The fruits of catastrophe

It’s been a few days short of two years since the United Statesinvaded Iraq, and it’s safe to say that nobody, whether for or against the war then, could have foreseen what has happened since.

History ultimately will judge the significance and morality of this war. Right now we are too close to it, and events are occurring too rapidly and unexpectedly, to know what that judgment will be.

Those who, like us, opposed the war early on because it was unprovoked, because Saddam Hussein posed no threat to the United States, and because it was wrong to take such unilateral action without the support of the international community, have watched with dismay as disaster has been piled onto disaster, beginning with the post-invasion looting all across Iraq. Then came the profiteering by Halliburton, the growing Sunni insurgency and the violence it created, the shameful Abu Ghraib prison scandal, the accounts of “rendition” of suspects to be tortured elsewhere, the staggering costs and, throughout, the mounting list of American and Iraqi casualties, the latter in the tens of thousands and largely ignored by American media.

Meanwhile, the original rationales for invasion—that Iraq had weapons of mass destruction and was allied with al-Qaeda—turned out to be bogus.

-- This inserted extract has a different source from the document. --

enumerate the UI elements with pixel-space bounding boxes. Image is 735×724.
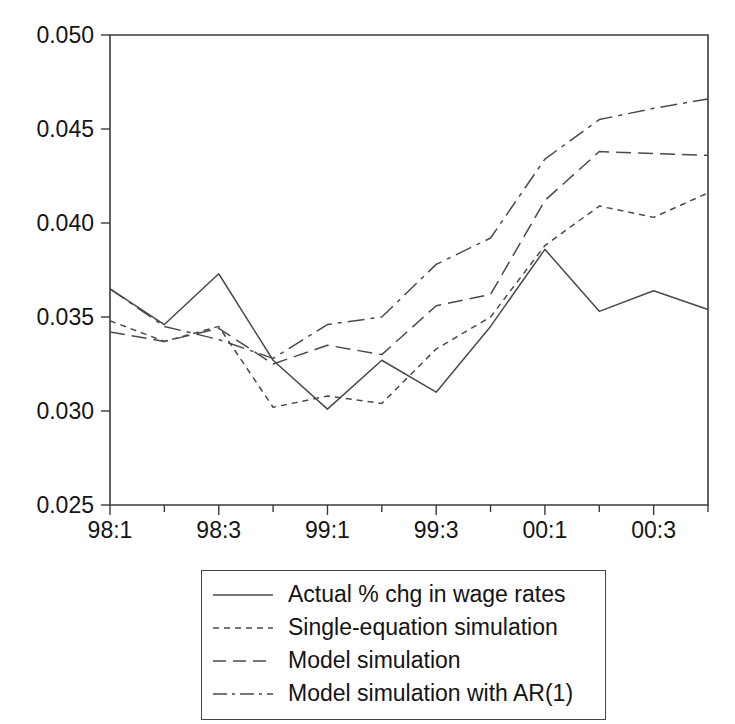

All the while, though, it was impossible, even for opponents of the war, not to feel glad that Saddam Hussein’s reign of terror had ended. And earlier this year the Iraqi elections gave hope that the country was moving, slowly and painfully, toward some form of democracy.

It would be churlish for opponents of the war not to give President Bush some credit here. Televised images of Iraqis voting have ignited a flame of reform throughout the area, especially in Palestine, Lebanon, Egypt and Saudi Arabia. Clearly, the pent-up desire for freedom was greater than previously known or imagined. As one Arab commentator noted, people there are citing the Koranic verse that speaks of a catastrophe that bears good fruit.

How this will play out remains to be seen, of course. Some of the most authoritarian regimes in the Middle East—Saudi Arabia, Pakistan and Egypt chief among them—are close allies of the United States. None of them wants to relinquish power, and the U.S. isn’t about to invade them to force the issue. But if, for example, Iraq succeeds in creating a functioning democracy, the Israelis and Palestinians continue to cooperate to resolve their issues, and Hezbollah agrees to join the government of Lebanon, this brief springtime of hope may become a true flowering.